Thurso based Scrabster Seafoods Limited pled guilty to health and safety breaches at Tain Sheriff Court on 7 June 2023.
The prosecutor told the court that on 5 February 2018 the North Star (WK673), a creel fishing vessel, was shooting (deploying) creel about 16 miles north-west of Cape Wrath.
Three men, including 26-year-old Mark Elder, were working in concert at a table to manually launch creel out of a “shooting window” by attaching the creel to a rope that was paying out aft of the boat.
Mark Elder inadvertently became caught in a coil of back rope and, despite the efforts of his crewmates, was pulled overboard.
It took about 10 minutes for Mr Elder to be brought back on board. Efforts to resuscitate him continued for well over an hour but were unsuccessful.
The investigation by the Maritime and Coastguard Agency found that the directors of Scrabster Seafoods Limited had no experience of operating and managing fishing vessels and when they had purchased the boat in November 2016 had failed to arrange or complete the required new risk assessment.
The directors had no substantive knowledge of the responsibilities and obligations that accompanied the ownership of a fishing vessel and had relied on the North Star’s skipper to ‘keep them right’ in respect of the regulatory framework that surrounds fishing vessel ownership and operation.

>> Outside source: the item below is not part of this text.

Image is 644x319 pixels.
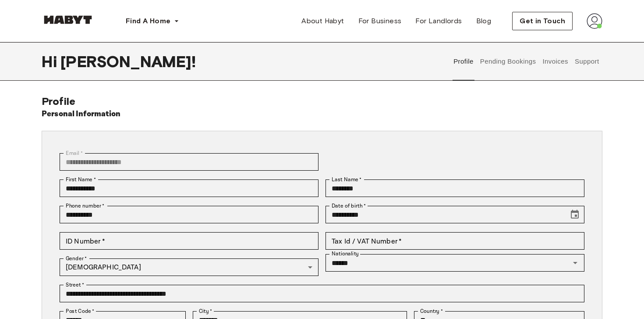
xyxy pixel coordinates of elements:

The skipper’s position was that he was unaware of the 1997 Regulations requirement to review and update any risk assessments.
The prosecutor told the court that after the vessel’s change of ownership, it underwent an extensive refit in August 2017 where modifications were made to the working deck.
The change of ownership, the relocation of the creel hauler and the subsequent changes in the method of hauling and storing the ground ropes should have initiated fresh assessments of the risks associated with fishing with pots or creels.
The primary risk likely to result in serious injury or death associated with this type of fishing is the risk of being snagged in rope when shooting. The recommended hazard reduction method for this issue is the use of “pond boards”. These are wooden planks used to create barriers at deck level to keep workers clear of ropes.
Their use on the working deck would have given Scrabster Seafoods a way of providing and having in place a safe system of work for the vessel’s crew
Speaking after the sentencing, Debbie Carroll, who leads on health and safety investigations for the COPFS, said:
"Scrabster Seafoods Limited accepted liability and the Crown accepted their guilty plea to the contraventions of the Health & Safety at Work etc Act 1974.
“Mark Elder lost his life in circumstances which were foreseeable and entirely avoidable.
"Had the required risk assessments been carried out and safe systems of work been put in place then Mr Elder may well be alive today.
“Hopefully this incident should prompt other employers to consider their duties and that failing to keep their employees safe can have fatal consequences for which they will be held accountable.”